Welcome to the conclusion of a wintry Tale for Our Time for this January: first published in 1899, this is Jack London's account of the awesome powers of The White Silence. A First Weekend Founding Member of The Mark Steyn Club, Josh Passell, writes:
To paraphrase the fellow you quote in the introduction, I'd rather have The White Silence than any New Yorker short story since Salinger. The snowshoeing passage alone is compelling reading. Thank you for choosing this tale and reading it so compellingly.
Thank you, Josh. I'm not sure my late New Hampshire neighbor, Mr Salinger, wouldn't have agreed with you. In tonight's concluding episode, "the pitiable thing that was once a man" faces the reality of the situation:
'I'm a gone man, Kid. Three or four sleeps at the best. You've got to go on. You must go on! Remember, it's my wife, it's my boy--O God! I hope it's a boy! You can't stay by me--and I charge you, a dying man, to pull on.'
'Give me three days,' pleaded Malemute Kid. 'You may change for the better; something may turn up.'
'No... And, Kid, don't--don't leave me to face it alone. Just a shot, one pull on the trigger. You understand.'
Members of The Mark Steyn Club can hear me read the conclusion of The White Silence simply by clicking here and logging-in. Our first episode can be accessed in video here, and in audio only here.
If you enjoyed this foray into the oeuvre of Jack London, don't miss my reading of what I regard as not only his very best short story but one of the greatest short stories of all time: To Build a Fire.
Tales for Our Time started as an experimental feature we introduced as a bonus for Mark Steyn Club members, and, as you know, I said if it was a total stinkeroo, we'd eighty-six the thing and speak no more of it. But I'm thrilled to say it's proved very popular, and and we now have quite an archive. If you're a Club member and you incline more to the stinkeroo side of things, give it your best in the Comments Section below.
We launched The Mark Steyn Club over two years ago, and I'm truly grateful to all those members across the globe who've signed up to be a part of it - from Fargo to Fiji, Vancouver to Vanuatu, Cook County to the Cook Islands, West Virginia to the West Midlands. If you've enjoyed our monthly Steyn Club audio adventures and you're looking for a present for a fellow fan of classic fiction, I hope you'll consider our special Club Gift Membership. Aside from Tales for Our Time, The Mark Steyn Club does come with other benefits:
~Exclusive Steyn Store member pricing on over 40 books, mugs, T-shirts, and other products;
~The opportunity to engage in live Clubland Q&A sessions with yours truly;
~Transcript and audio versions of The Mark Steyn Show, Mark's Mailbox, and our other video content;
~My video series of classic poetry;
~Booking for special members-only events such as last month's Christmas show;
~Priority booking for the Annual Mark Steyn Cruise - which this year sails from Rome to Gibraltar, Barcelona and Monte Carlo with Michele Bachmann, Conrad Black and my other guests;
~Advance booking for my live appearances around the world;
~Customized email alerts for new content in your areas of interest;
~and the opportunity to support our print, audio and video ventures as they wing their way around the planet.
To become a member of The Mark Steyn Club, please click here.
If you enjoyed our weekend with Jack London, I hope you'll join me very soon for a brand new and very different Tale for Our Time. And, if you've yet to hear any of our Tales, you can enjoy the first two-plus years' worth of audio adventures - by Conan Doyle, Kafka, Conrad, Gogol, Dickens, Baroness Orczy, John Buchan, Louisa May Alcott, Robert Louis Stevenson and more - by joining our Club - and, if you're seeking the perfect present for a fellow fan of classic fiction, don't forget our Steyn Club Gift Membership.
Before we part, please allow me a quick plug for our Tales of Our Time home page in its handy Netflix-style tile format. It's super-easy to pick out whatever tickles your fancy of an evening - sci-fi, thriller, historical romance - and Timely Talers from around the world seem to like it.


Your answer must be the full listing, word for word, with no images in it.

· · · · · · ·

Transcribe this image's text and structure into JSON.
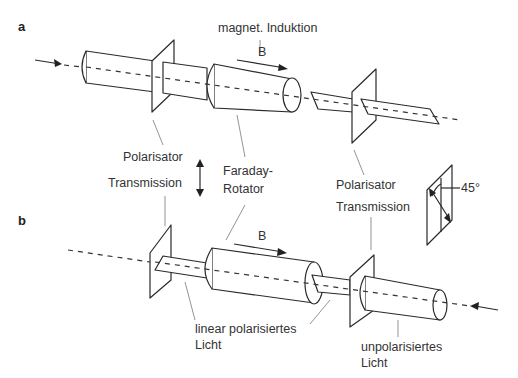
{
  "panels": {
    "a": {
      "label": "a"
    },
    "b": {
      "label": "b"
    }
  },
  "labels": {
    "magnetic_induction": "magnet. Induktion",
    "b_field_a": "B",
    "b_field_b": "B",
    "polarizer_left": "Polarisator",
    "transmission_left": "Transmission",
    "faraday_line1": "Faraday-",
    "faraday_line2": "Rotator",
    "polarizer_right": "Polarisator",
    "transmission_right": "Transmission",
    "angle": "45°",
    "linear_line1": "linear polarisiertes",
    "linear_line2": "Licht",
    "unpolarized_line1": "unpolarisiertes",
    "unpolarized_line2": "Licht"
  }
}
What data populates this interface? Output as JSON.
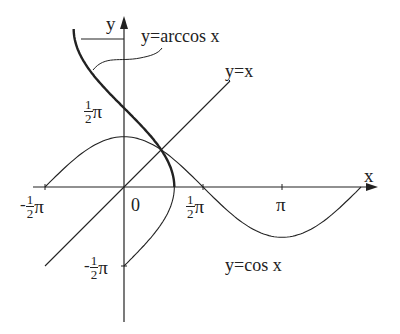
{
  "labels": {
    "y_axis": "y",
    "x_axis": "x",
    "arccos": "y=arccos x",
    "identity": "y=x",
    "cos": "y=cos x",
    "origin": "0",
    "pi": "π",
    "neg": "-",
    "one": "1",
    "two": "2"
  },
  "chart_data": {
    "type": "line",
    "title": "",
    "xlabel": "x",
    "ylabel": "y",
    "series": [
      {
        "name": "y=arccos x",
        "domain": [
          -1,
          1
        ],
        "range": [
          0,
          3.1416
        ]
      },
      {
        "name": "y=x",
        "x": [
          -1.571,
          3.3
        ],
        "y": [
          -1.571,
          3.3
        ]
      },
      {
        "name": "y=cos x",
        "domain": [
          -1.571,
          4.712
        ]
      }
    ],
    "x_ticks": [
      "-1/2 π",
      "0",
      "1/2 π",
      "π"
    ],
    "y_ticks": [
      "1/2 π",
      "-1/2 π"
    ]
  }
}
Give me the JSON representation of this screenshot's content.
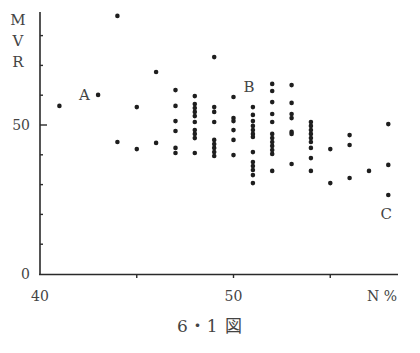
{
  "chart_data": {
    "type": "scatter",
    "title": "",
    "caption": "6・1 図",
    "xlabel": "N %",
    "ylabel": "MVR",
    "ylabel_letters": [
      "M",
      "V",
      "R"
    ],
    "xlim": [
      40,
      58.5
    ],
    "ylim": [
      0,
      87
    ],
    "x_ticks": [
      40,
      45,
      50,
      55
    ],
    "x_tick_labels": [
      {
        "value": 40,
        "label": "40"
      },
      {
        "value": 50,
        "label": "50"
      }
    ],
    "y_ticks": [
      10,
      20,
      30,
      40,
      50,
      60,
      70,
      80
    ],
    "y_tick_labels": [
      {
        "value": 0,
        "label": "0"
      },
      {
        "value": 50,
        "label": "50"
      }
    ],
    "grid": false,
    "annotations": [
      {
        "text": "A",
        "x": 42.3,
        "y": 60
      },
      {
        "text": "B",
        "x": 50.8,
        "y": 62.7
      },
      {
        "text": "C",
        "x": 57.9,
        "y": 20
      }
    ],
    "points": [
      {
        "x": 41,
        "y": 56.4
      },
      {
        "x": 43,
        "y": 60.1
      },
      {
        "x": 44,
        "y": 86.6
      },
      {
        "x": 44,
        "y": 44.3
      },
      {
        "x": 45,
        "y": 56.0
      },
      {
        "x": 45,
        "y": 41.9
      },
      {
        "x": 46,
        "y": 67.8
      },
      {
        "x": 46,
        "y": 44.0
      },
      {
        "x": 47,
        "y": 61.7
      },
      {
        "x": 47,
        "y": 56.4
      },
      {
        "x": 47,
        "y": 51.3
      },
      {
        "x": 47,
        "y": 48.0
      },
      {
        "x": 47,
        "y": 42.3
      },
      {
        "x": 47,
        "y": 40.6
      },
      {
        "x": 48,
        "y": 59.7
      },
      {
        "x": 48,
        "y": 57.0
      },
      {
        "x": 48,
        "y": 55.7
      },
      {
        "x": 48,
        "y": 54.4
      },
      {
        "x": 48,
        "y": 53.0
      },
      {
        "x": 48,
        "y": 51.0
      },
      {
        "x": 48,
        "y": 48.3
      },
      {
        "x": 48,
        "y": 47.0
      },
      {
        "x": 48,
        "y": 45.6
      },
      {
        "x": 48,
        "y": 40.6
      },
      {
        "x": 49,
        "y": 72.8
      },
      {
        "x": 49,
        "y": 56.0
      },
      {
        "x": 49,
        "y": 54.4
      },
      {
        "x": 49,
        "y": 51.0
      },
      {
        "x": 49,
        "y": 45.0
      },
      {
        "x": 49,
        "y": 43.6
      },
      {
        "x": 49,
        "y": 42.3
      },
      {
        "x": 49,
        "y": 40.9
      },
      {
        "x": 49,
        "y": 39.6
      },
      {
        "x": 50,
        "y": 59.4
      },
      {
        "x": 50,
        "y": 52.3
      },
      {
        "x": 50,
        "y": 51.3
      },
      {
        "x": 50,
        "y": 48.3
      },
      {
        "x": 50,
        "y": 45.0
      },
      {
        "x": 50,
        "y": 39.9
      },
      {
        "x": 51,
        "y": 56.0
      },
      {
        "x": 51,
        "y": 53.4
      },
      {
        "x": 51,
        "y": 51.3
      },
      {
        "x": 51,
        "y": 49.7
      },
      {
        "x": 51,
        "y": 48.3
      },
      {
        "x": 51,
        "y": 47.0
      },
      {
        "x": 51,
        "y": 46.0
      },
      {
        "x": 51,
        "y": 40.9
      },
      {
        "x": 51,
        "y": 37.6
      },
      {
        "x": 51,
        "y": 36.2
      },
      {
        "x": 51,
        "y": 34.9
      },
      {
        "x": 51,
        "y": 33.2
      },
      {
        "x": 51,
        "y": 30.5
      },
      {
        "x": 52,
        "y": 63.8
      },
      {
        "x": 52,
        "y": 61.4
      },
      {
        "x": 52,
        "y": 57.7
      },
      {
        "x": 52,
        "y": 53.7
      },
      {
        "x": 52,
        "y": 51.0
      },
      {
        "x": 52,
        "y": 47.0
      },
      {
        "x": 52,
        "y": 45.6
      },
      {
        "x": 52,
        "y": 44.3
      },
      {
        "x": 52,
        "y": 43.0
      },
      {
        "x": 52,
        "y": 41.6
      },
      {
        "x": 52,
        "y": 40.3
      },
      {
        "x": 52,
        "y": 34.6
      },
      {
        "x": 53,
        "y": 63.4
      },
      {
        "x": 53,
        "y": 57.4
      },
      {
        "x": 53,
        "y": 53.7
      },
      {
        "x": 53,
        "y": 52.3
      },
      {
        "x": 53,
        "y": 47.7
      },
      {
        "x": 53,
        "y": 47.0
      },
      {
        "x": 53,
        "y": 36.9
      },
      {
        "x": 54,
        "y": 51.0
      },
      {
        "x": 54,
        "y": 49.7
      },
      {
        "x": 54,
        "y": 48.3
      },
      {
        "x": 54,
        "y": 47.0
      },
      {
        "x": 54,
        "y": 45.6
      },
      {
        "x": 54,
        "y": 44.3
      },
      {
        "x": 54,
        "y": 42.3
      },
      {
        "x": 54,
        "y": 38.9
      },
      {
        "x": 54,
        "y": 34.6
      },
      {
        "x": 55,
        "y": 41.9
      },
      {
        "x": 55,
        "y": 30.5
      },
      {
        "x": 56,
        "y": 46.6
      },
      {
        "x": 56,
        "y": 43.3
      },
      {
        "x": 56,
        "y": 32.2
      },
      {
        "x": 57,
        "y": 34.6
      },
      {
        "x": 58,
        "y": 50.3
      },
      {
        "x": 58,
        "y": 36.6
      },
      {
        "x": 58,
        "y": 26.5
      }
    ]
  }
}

· · · · · · ·

THE COMPLETED TASK.
Transcribe this image's text and structure into JSON.
{
  "panels": {
    "a": {
      "label": "a"
    },
    "b": {
      "label": "b"
    }
  },
  "labels": {
    "magnetic_induction": "magnet. Induktion",
    "b_field_a": "B",
    "b_field_b": "B",
    "polarizer_left": "Polarisator",
    "transmission_left": "Transmission",
    "faraday_line1": "Faraday-",
    "faraday_line2": "Rotator",
    "polarizer_right": "Polarisator",
    "transmission_right": "Transmission",
    "angle": "45°",
    "linear_line1": "linear polarisiertes",
    "linear_line2": "Licht",
    "unpolarized_line1": "unpolarisiertes",
    "unpolarized_line2": "Licht"
  }
}
What data populates this interface? Output as JSON.
{
  "labels": {
    "y_axis": "y",
    "x_axis": "x",
    "arccos": "y=arccos x",
    "identity": "y=x",
    "cos": "y=cos x",
    "origin": "0",
    "pi": "π",
    "neg": "-",
    "one": "1",
    "two": "2"
  },
  "chart_data": {
    "type": "line",
    "title": "",
    "xlabel": "x",
    "ylabel": "y",
    "series": [
      {
        "name": "y=arccos x",
        "domain": [
          -1,
          1
        ],
        "range": [
          0,
          3.1416
        ]
      },
      {
        "name": "y=x",
        "x": [
          -1.571,
          3.3
        ],
        "y": [
          -1.571,
          3.3
        ]
      },
      {
        "name": "y=cos x",
        "domain": [
          -1.571,
          4.712
        ]
      }
    ],
    "x_ticks": [
      "-1/2 π",
      "0",
      "1/2 π",
      "π"
    ],
    "y_ticks": [
      "1/2 π",
      "-1/2 π"
    ]
  }
}
Give me the JSON representation of this screenshot's content.
{
  "chart_data": {
    "type": "scatter",
    "title": "",
    "caption": "6・1 図",
    "xlabel": "N %",
    "ylabel": "MVR",
    "ylabel_letters": [
      "M",
      "V",
      "R"
    ],
    "xlim": [
      40,
      58.5
    ],
    "ylim": [
      0,
      87
    ],
    "x_ticks": [
      40,
      45,
      50,
      55
    ],
    "x_tick_labels": [
      {
        "value": 40,
        "label": "40"
      },
      {
        "value": 50,
        "label": "50"
      }
    ],
    "y_ticks": [
      10,
      20,
      30,
      40,
      50,
      60,
      70,
      80
    ],
    "y_tick_labels": [
      {
        "value": 0,
        "label": "0"
      },
      {
        "value": 50,
        "label": "50"
      }
    ],
    "grid": false,
    "annotations": [
      {
        "text": "A",
        "x": 42.3,
        "y": 60
      },
      {
        "text": "B",
        "x": 50.8,
        "y": 62.7
      },
      {
        "text": "C",
        "x": 57.9,
        "y": 20
      }
    ],
    "points": [
      {
        "x": 41,
        "y": 56.4
      },
      {
        "x": 43,
        "y": 60.1
      },
      {
        "x": 44,
        "y": 86.6
      },
      {
        "x": 44,
        "y": 44.3
      },
      {
        "x": 45,
        "y": 56.0
      },
      {
        "x": 45,
        "y": 41.9
      },
      {
        "x": 46,
        "y": 67.8
      },
      {
        "x": 46,
        "y": 44.0
      },
      {
        "x": 47,
        "y": 61.7
      },
      {
        "x": 47,
        "y": 56.4
      },
      {
        "x": 47,
        "y": 51.3
      },
      {
        "x": 47,
        "y": 48.0
      },
      {
        "x": 47,
        "y": 42.3
      },
      {
        "x": 47,
        "y": 40.6
      },
      {
        "x": 48,
        "y": 59.7
      },
      {
        "x": 48,
        "y": 57.0
      },
      {
        "x": 48,
        "y": 55.7
      },
      {
        "x": 48,
        "y": 54.4
      },
      {
        "x": 48,
        "y": 53.0
      },
      {
        "x": 48,
        "y": 51.0
      },
      {
        "x": 48,
        "y": 48.3
      },
      {
        "x": 48,
        "y": 47.0
      },
      {
        "x": 48,
        "y": 45.6
      },
      {
        "x": 48,
        "y": 40.6
      },
      {
        "x": 49,
        "y": 72.8
      },
      {
        "x": 49,
        "y": 56.0
      },
      {
        "x": 49,
        "y": 54.4
      },
      {
        "x": 49,
        "y": 51.0
      },
      {
        "x": 49,
        "y": 45.0
      },
      {
        "x": 49,
        "y": 43.6
      },
      {
        "x": 49,
        "y": 42.3
      },
      {
        "x": 49,
        "y": 40.9
      },
      {
        "x": 49,
        "y": 39.6
      },
      {
        "x": 50,
        "y": 59.4
      },
      {
        "x": 50,
        "y": 52.3
      },
      {
        "x": 50,
        "y": 51.3
      },
      {
        "x": 50,
        "y": 48.3
      },
      {
        "x": 50,
        "y": 45.0
      },
      {
        "x": 50,
        "y": 39.9
      },
      {
        "x": 51,
        "y": 56.0
      },
      {
        "x": 51,
        "y": 53.4
      },
      {
        "x": 51,
        "y": 51.3
      },
      {
        "x": 51,
        "y": 49.7
      },
      {
        "x": 51,
        "y": 48.3
      },
      {
        "x": 51,
        "y": 47.0
      },
      {
        "x": 51,
        "y": 46.0
      },
      {
        "x": 51,
        "y": 40.9
      },
      {
        "x": 51,
        "y": 37.6
      },
      {
        "x": 51,
        "y": 36.2
      },
      {
        "x": 51,
        "y": 34.9
      },
      {
        "x": 51,
        "y": 33.2
      },
      {
        "x": 51,
        "y": 30.5
      },
      {
        "x": 52,
        "y": 63.8
      },
      {
        "x": 52,
        "y": 61.4
      },
      {
        "x": 52,
        "y": 57.7
      },
      {
        "x": 52,
        "y": 53.7
      },
      {
        "x": 52,
        "y": 51.0
      },
      {
        "x": 52,
        "y": 47.0
      },
      {
        "x": 52,
        "y": 45.6
      },
      {
        "x": 52,
        "y": 44.3
      },
      {
        "x": 52,
        "y": 43.0
      },
      {
        "x": 52,
        "y": 41.6
      },
      {
        "x": 52,
        "y": 40.3
      },
      {
        "x": 52,
        "y": 34.6
      },
      {
        "x": 53,
        "y": 63.4
      },
      {
        "x": 53,
        "y": 57.4
      },
      {
        "x": 53,
        "y": 53.7
      },
      {
        "x": 53,
        "y": 52.3
      },
      {
        "x": 53,
        "y": 47.7
      },
      {
        "x": 53,
        "y": 47.0
      },
      {
        "x": 53,
        "y": 36.9
      },
      {
        "x": 54,
        "y": 51.0
      },
      {
        "x": 54,
        "y": 49.7
      },
      {
        "x": 54,
        "y": 48.3
      },
      {
        "x": 54,
        "y": 47.0
      },
      {
        "x": 54,
        "y": 45.6
      },
      {
        "x": 54,
        "y": 44.3
      },
      {
        "x": 54,
        "y": 42.3
      },
      {
        "x": 54,
        "y": 38.9
      },
      {
        "x": 54,
        "y": 34.6
      },
      {
        "x": 55,
        "y": 41.9
      },
      {
        "x": 55,
        "y": 30.5
      },
      {
        "x": 56,
        "y": 46.6
      },
      {
        "x": 56,
        "y": 43.3
      },
      {
        "x": 56,
        "y": 32.2
      },
      {
        "x": 57,
        "y": 34.6
      },
      {
        "x": 58,
        "y": 50.3
      },
      {
        "x": 58,
        "y": 36.6
      },
      {
        "x": 58,
        "y": 26.5
      }
    ]
  }
}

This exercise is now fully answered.